[excerpts] Trump's Speech vs Kennedy and Obama's
[excerpts] Trump's Inauguration Speech vs Kennedy and Obama's
January 2017
Having listened to Trump’s inauguration address the other day, and being reassured by the folks at Fortune media to only watch his actions and ignore his words- it’s interesting to take a look at some of the speeches made by other public servants. I’d like to think that there is still some deeper virtue that motivates our politicians beyond just material welfare.
“Even if we act to erase material poverty, there is another greater task. It is to confront the poverty of satisfaction…that afflicts us all.” Americans have given themselves over to “the mere accumulation of things.”

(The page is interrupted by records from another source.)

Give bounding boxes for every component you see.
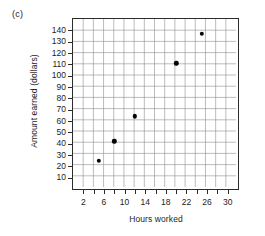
plot-area: 1020304050607080901001101201301402610141…: [72, 18, 239, 190]
y-axis-tick-label: 50: [57, 128, 66, 137]
x-axis-tick-label: 26: [202, 198, 211, 207]
y-axis-tick-label: 140: [52, 26, 66, 35]
x-axis-tick: [207, 189, 208, 194]
y-axis-tick-label: 60: [57, 117, 66, 126]
y-axis-tick-label: 110: [52, 60, 66, 69]
y-axis-tick: [68, 42, 73, 43]
part-label: (c): [12, 9, 23, 19]
x-axis-tick: [156, 189, 157, 194]
y-axis-tick-label: 100: [52, 71, 66, 80]
x-axis-tick: [94, 189, 95, 194]
y-axis-tick: [68, 110, 73, 111]
y-axis-tick: [68, 166, 73, 167]
y-axis-tick-label: 10: [57, 173, 66, 182]
y-axis-tick-label: 30: [57, 151, 66, 160]
x-axis-tick: [135, 189, 136, 194]
y-axis-title: Amount earned (dollars): [29, 21, 39, 181]
x-axis-tick-label: 2: [81, 198, 86, 207]
x-axis-tick: [125, 189, 126, 194]
y-axis-tick: [68, 132, 73, 133]
y-axis-tick-label: 70: [57, 105, 66, 114]
y-axis-tick-label: 40: [57, 139, 66, 148]
x-axis-tick: [83, 189, 84, 194]
x-axis-tick: [114, 189, 115, 194]
x-axis-tick: [145, 189, 146, 194]
x-axis-tick: [104, 189, 105, 194]
x-axis-tick: [217, 189, 218, 194]
x-axis-tick: [186, 189, 187, 194]
y-axis-tick-label: 20: [57, 162, 66, 171]
x-axis-tick: [228, 189, 229, 194]
x-axis-tick-label: 14: [140, 198, 149, 207]
y-axis-tick: [68, 155, 73, 156]
scatter-plot-figure: (c) Amount earned (dollars) 102030405060…: [0, 0, 265, 236]
y-axis-tick: [68, 30, 73, 31]
y-axis-tick: [68, 98, 73, 99]
x-axis-tick: [176, 189, 177, 194]
x-axis-tick: [166, 189, 167, 194]
x-axis-tick-label: 18: [161, 198, 170, 207]
y-axis-tick-label: 120: [52, 49, 66, 58]
x-axis-tick-label: 6: [102, 198, 107, 207]
y-axis-tick-label: 130: [52, 37, 66, 46]
y-axis-tick: [68, 144, 73, 145]
x-axis-tick-label: 10: [120, 198, 129, 207]
grid-lines: [73, 19, 238, 189]
y-axis-tick: [68, 87, 73, 88]
y-axis-tick: [68, 121, 73, 122]
y-axis-tick: [68, 64, 73, 65]
y-axis-tick-label: 90: [57, 83, 66, 92]
y-axis-tick-label: 80: [57, 94, 66, 103]
y-axis-tick: [68, 76, 73, 77]
x-axis-tick-label: 30: [223, 198, 232, 207]
x-axis-tick: [197, 189, 198, 194]
x-axis-title: Hours worked: [72, 214, 240, 224]
x-axis-tick-label: 22: [182, 198, 191, 207]
y-axis-tick: [68, 178, 73, 179]
y-axis-tick: [68, 53, 73, 54]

“Our Gross National Product, now, is over $800 billion dollars a year, but that Gross National Product - if we judge the United States of America by that - that Gross National Product counts air pollution and cigarette advertising, and ambulances to clear our highways of carnage. It counts special locks for our doors and the jails for the people who break them. It counts the destruction of the redwood and the loss of our natural wonder in chaotic sprawl. It counts napalm and counts nuclear warheads and armored cars for the police to fight the riots in our cities. It counts Whitman’s rifle and Speck’s knife, and the television programs which glorify violence in order to sell toys to our children. Yet the gross national product does not allow for the health of our children, the quality of their education or the joy of their play. It does not include the beauty of our poetry or the strength of our marriages, the intelligence of our public debate or the integrity of our public officials. It measures neither our wit nor our courage, neither our wisdom nor our learning, neither our compassion nor our devotion to our country, it measures everything in short, except that which makes life worthwhile. And it can tell us everything about America except why we are proud that we are Americans.”
Robert F. Kennedy
University of Kansas
March 18, 1968
“Each day, it seems, thousands of Americans are going about their daily rounds - dropping off the kids at school, driving to the office, flying to a business meeting, shopping at the mall, trying to stay on their diets - and they’re coming to the realization that something is missing. They are deciding that their work, their possessions, their diversions, their sheer busyness, is not enough.They want a sense of purpose, a narrative arc to their lives. They’re looking to relieve a chronic loneliness, a feeling supported by a recent study that shows Americans have fewer close friends and confidants than ever before. And so they need an assurance that somebody out there cares about them, is listening to them - that they are not just destined to travel down that long highway towards nothingness.”